Drifting Off on a Branch (Pt. 2)
See
Nila Phul
If you’re reading this letter,
Then congratulations:
The land you stand on has officially been reset. Wiped out.
Would you believe me if I said that the greed of human beings grew so catastrophic that it erupted out of their bodies because their bodies could no longer house it? These green-eyed, insatiable voids consumed everything until they had nothing left to consume but each other. And they did. Bit by bit they consumed every traceable aspect of humanness.
So here we are, a clean slate.
Perhaps we should rejoice. Here now lies a world without: Several different kinds of the same shoes that people rage war for; Various fashion molds to assimilate into; Blueberries the size of grapefruits; “Anointed” leaders and human symbols; Businesses with agendas that stretch from teaching the youth everything but how to navigate being young and making tools and cogs out of adults; The glamours of hierarchies: where being a cog of a decorated and accoladed machine is celebrated; Competition; The worst faith of all: capital. Where you surrender to the green product and damage the source; Taxes
However, we’ve also wiped out joy. Resistant joy. The joy you search for and find in the midst of chaos and tragedy. The joy you have to hold a hand of another breaking heart to feel. The joy of not being alone. The joy of finding constellations on the Earth we’ve forsaken. The joy of being under the moon with someone you love. The joy of watching a young woman ask an older woman she doesn’t know about avocados. The joy of watching her be mothered. The joy of listening to music that expresses every one of your intersecting wounds. The joy of art. The joy of creating art that serves as proof that you haven’t been numbed.
If so much joy can come from a foundation of corruption, I wonder how much joy can come from a clean slate.
Can we even conceptualize the kind of joy that you don’t have to knead out of pain? The kind of joy that bursts out of our skin and is present to simply be present?
All we have now are the generationally traumatized trees, water that holds a memory of pollution, and the air that we take for granted. Here now lies an authentic world. How will you show up? How will you knead joy?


ASSIGNMENT. In the records below, count each line where the word "label" appears, and reply with that number only.

::::::::

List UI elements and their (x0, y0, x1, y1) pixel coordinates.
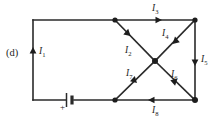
node-top-right (192, 17, 197, 22)
node-bottom-right (192, 97, 198, 103)
arrow-head-I3 (156, 17, 163, 24)
current-label-I5: I5 (201, 55, 207, 66)
arrow-head-I5 (192, 60, 199, 67)
current-label-I7: I7 (126, 69, 132, 80)
current-subscript-I5: 5 (204, 59, 207, 66)
current-subscript-I7: 7 (129, 73, 132, 80)
panel-label: (d) (6, 48, 18, 59)
current-label-I3: I3 (152, 4, 158, 15)
current-subscript-I6: 6 (174, 74, 177, 81)
node-bottom-middle (112, 97, 117, 102)
current-label-I2: I2 (125, 46, 131, 57)
node-top-middle (112, 17, 117, 22)
circuit-schematic (0, 0, 218, 126)
current-label-I1: I1 (39, 47, 45, 58)
current-subscript-I4: 4 (165, 33, 168, 40)
current-label-I8: I8 (152, 106, 158, 117)
current-label-I6: I6 (171, 70, 177, 81)
current-subscript-I3: 3 (155, 8, 158, 15)
battery-polarity-label: + (60, 103, 65, 112)
current-label-I4: I4 (162, 29, 168, 40)
circuit-figure: (d) + I1 I2 I3 I4 I5 I6 I7 I8 (0, 0, 218, 126)
arrow-head-I1 (30, 47, 37, 54)
current-subscript-I1: 1 (42, 51, 45, 58)
current-subscript-I2: 2 (128, 50, 131, 57)
arrow-head-I8 (148, 97, 155, 104)
current-subscript-I8: 8 (155, 110, 158, 117)
wire-diagonal-top-left (115, 20, 155, 61)
node-center (152, 58, 158, 64)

::::::::

EXERCISE RESULT. 10